Do we believe it enough that we could be like the 20 Christians beheaded by ISIS last year?  Could we kneel down and refuse to deny our faith in Jesus because we KNOW this is not the end?
Could we be like Saint José Luis Sánchez del Río – our NEWEST official saint in the Catholic Church – canonized on Oct 16th by Pope Francis.  He died 88 years ago at the age of 14, and his story should be memorized by every man, woman, and child in the Americas… because his story is our story.

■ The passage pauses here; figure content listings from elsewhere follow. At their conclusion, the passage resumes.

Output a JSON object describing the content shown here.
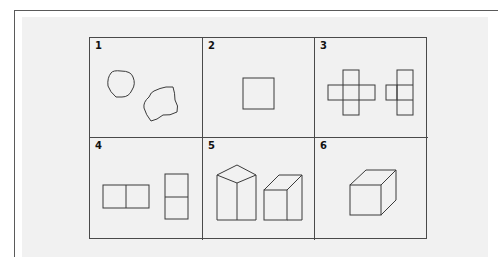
{
  "figure": {
    "title": "",
    "panels": [
      {
        "number": "1",
        "description": "two irregular blob shapes"
      },
      {
        "number": "2",
        "description": "square"
      },
      {
        "number": "3",
        "description": "cross-shaped cube net and column net"
      },
      {
        "number": "4",
        "description": "two-square rectangle horizontal and vertical"
      },
      {
        "number": "5",
        "description": "two prisms in perspective"
      },
      {
        "number": "6",
        "description": "cube in perspective"
      }
    ]
  },
  "colors": {
    "line": "#3a3a3a",
    "background": "#f1f1f1",
    "frame": "#5a5a5a"
  }
}
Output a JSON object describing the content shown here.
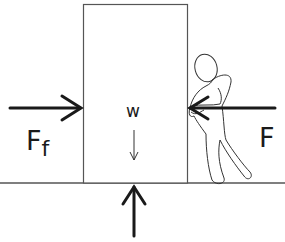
{
  "diagram": {
    "type": "free-body-diagram",
    "labels": {
      "friction_main": "F",
      "friction_sub": "f",
      "applied_force": "F",
      "weight": "w"
    },
    "forces": [
      {
        "name": "friction",
        "label": "Ff",
        "direction": "right",
        "target": "left side of box"
      },
      {
        "name": "applied",
        "label": "F",
        "direction": "left",
        "target": "right side of box",
        "source": "person pushing"
      },
      {
        "name": "weight",
        "label": "w",
        "direction": "down",
        "target": "center of box"
      },
      {
        "name": "normal",
        "label": "",
        "direction": "up",
        "target": "bottom of box"
      }
    ],
    "colors": {
      "stroke": "#1a1a1a",
      "box_stroke": "#555555",
      "background": "#ffffff"
    }
  }
}
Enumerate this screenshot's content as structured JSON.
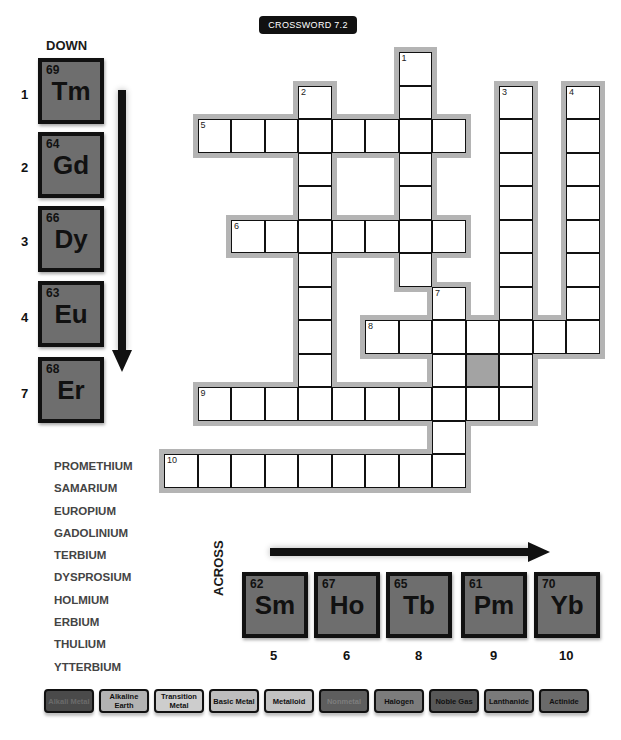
{
  "title": "CROSSWORD 7.2",
  "down": {
    "heading": "DOWN",
    "clues": [
      {
        "clue_number": "1",
        "atomic_number": "69",
        "symbol": "Tm"
      },
      {
        "clue_number": "2",
        "atomic_number": "64",
        "symbol": "Gd"
      },
      {
        "clue_number": "3",
        "atomic_number": "66",
        "symbol": "Dy"
      },
      {
        "clue_number": "4",
        "atomic_number": "63",
        "symbol": "Eu"
      },
      {
        "clue_number": "7",
        "atomic_number": "68",
        "symbol": "Er"
      }
    ]
  },
  "across": {
    "heading": "ACROSS",
    "clues": [
      {
        "clue_number": "5",
        "atomic_number": "62",
        "symbol": "Sm"
      },
      {
        "clue_number": "6",
        "atomic_number": "67",
        "symbol": "Ho"
      },
      {
        "clue_number": "8",
        "atomic_number": "65",
        "symbol": "Tb"
      },
      {
        "clue_number": "9",
        "atomic_number": "61",
        "symbol": "Pm"
      },
      {
        "clue_number": "10",
        "atomic_number": "70",
        "symbol": "Yb"
      }
    ]
  },
  "word_bank": [
    "PROMETHIUM",
    "SAMARIUM",
    "EUROPIUM",
    "GADOLINIUM",
    "TERBIUM",
    "DYSPROSIUM",
    "HOLMIUM",
    "ERBIUM",
    "THULIUM",
    "YTTERBIUM"
  ],
  "grid": {
    "cell_size": 33.5,
    "origin_x": 164,
    "origin_y": 52,
    "shaded_cells": [
      [
        9,
        9
      ]
    ],
    "entries": [
      {
        "number": "1",
        "direction": "down",
        "row": 0,
        "col": 7,
        "length": 7
      },
      {
        "number": "2",
        "direction": "down",
        "row": 1,
        "col": 4,
        "length": 10
      },
      {
        "number": "3",
        "direction": "down",
        "row": 1,
        "col": 10,
        "length": 10
      },
      {
        "number": "4",
        "direction": "down",
        "row": 1,
        "col": 12,
        "length": 8
      },
      {
        "number": "5",
        "direction": "across",
        "row": 2,
        "col": 1,
        "length": 8
      },
      {
        "number": "6",
        "direction": "across",
        "row": 5,
        "col": 2,
        "length": 7
      },
      {
        "number": "7",
        "direction": "down",
        "row": 7,
        "col": 8,
        "length": 6
      },
      {
        "number": "8",
        "direction": "across",
        "row": 8,
        "col": 6,
        "length": 7
      },
      {
        "number": "9",
        "direction": "across",
        "row": 10,
        "col": 1,
        "length": 10
      },
      {
        "number": "10",
        "direction": "across",
        "row": 12,
        "col": 0,
        "length": 9
      }
    ]
  },
  "legend": [
    {
      "label": "Alkali Metal",
      "color": "#4a4a4a",
      "text_color": "#6a6a6a"
    },
    {
      "label": "Alkaline Earth",
      "color": "#b3b3b3",
      "text_color": "#111111"
    },
    {
      "label": "Transition Metal",
      "color": "#cdcdcd",
      "text_color": "#111111"
    },
    {
      "label": "Basic Metal",
      "color": "#bdbdbd",
      "text_color": "#111111"
    },
    {
      "label": "Metalloid",
      "color": "#c2c2c2",
      "text_color": "#111111"
    },
    {
      "label": "Nonmetal",
      "color": "#5e5e5e",
      "text_color": "#7d7d7d"
    },
    {
      "label": "Halogen",
      "color": "#7c7c7c",
      "text_color": "#111111"
    },
    {
      "label": "Noble Gas",
      "color": "#585858",
      "text_color": "#111111"
    },
    {
      "label": "Lanthanide",
      "color": "#7a7a7a",
      "text_color": "#111111"
    },
    {
      "label": "Actinide",
      "color": "#6a6a6a",
      "text_color": "#111111"
    }
  ],
  "colors": {
    "tile_fill": "#6e6e6e",
    "tile_border": "#111111",
    "grid_halo": "#b4b4b4",
    "shaded_cell": "#a3a3a3"
  }
}
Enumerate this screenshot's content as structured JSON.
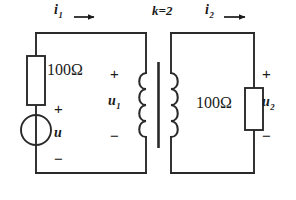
{
  "diagram": {
    "type": "electrical-schematic",
    "background_color": "#ffffff",
    "ink_color": "#1a1a1a"
  },
  "labels": {
    "current_primary": "i",
    "current_primary_sub": "1",
    "current_secondary": "i",
    "current_secondary_sub": "2",
    "coupling": "k=2",
    "resistor_primary": "100Ω",
    "resistor_secondary": "100Ω",
    "source_voltage": "u",
    "voltage_primary": "u",
    "voltage_primary_sub": "1",
    "voltage_secondary": "u",
    "voltage_secondary_sub": "2"
  },
  "polarity": {
    "source_plus": "+",
    "source_minus": "−",
    "u1_plus": "+",
    "u1_minus": "−",
    "u2_plus": "+",
    "u2_minus": "−"
  },
  "components": {
    "source": {
      "kind": "voltage-source",
      "symbol": "circle-with-bar"
    },
    "transformer": {
      "kind": "iron-core-transformer",
      "coupling_coefficient": "k=2",
      "primary_turns_drawn": 4,
      "secondary_turns_drawn": 4,
      "core_bars": 1
    },
    "resistors": [
      {
        "position": "primary-left-branch",
        "value": "100Ω"
      },
      {
        "position": "secondary-right-branch",
        "value": "100Ω"
      }
    ]
  },
  "arrows": {
    "primary_current_direction": "right",
    "secondary_current_direction": "right"
  }
}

In 1914, A VERY anti-Catholic government came to power in Mexico. The church opposed some of the things they wanted to do, so they did everything they could to abolish Catholicism. They closed churches and demolished them.  It became illegal for the Church to run a school…which by-the-way is still true in Mexico.  The priests went into hiding. In some places the Mass was outlawed altogether and priests and nuns were forbidden to wear their religious garb.  A resistance rose up and among them was Jose Luis – he was an altar boy before the priest in his town was hung in the church.  He aided the Cristeros – the resistance fighters – until he was taken hostage and tortured.  Finally, they filleted his feet and made him walk several miles on gravel to stand by his open grave.  One last time, he was given the chance to renounce his faith… but he replied, “VIVA CRISTO REY”…long live Christ the King… and he was then martyred.

What gives people like him the courage to withstand that kind of torture and pressure?  Only FAITH can do that – faith that this life is just a shadow of what is to come.  It’s a kind of hope that drives them on to the end.

That same hope lives in every one of us – doesn’t it?  Most of us have lost a loved one in our life.  Can we even imagine facing that death or our own death if we DIDN’T have that faith in a resurrection? 

Particularly in this month of November, when we just celebrated the feast of all Souls, We take great comfort in knowing that God is the God of the LIVING, not the dead .  So when we say “the God of Abraham, Isaac and Jacob”, we can also say the God of Tim, the God of Tom, the God of every one of those people represented in the book of rememberence.  We WILL see them again, because
…God is not the God of the Dead – but the God of the Living.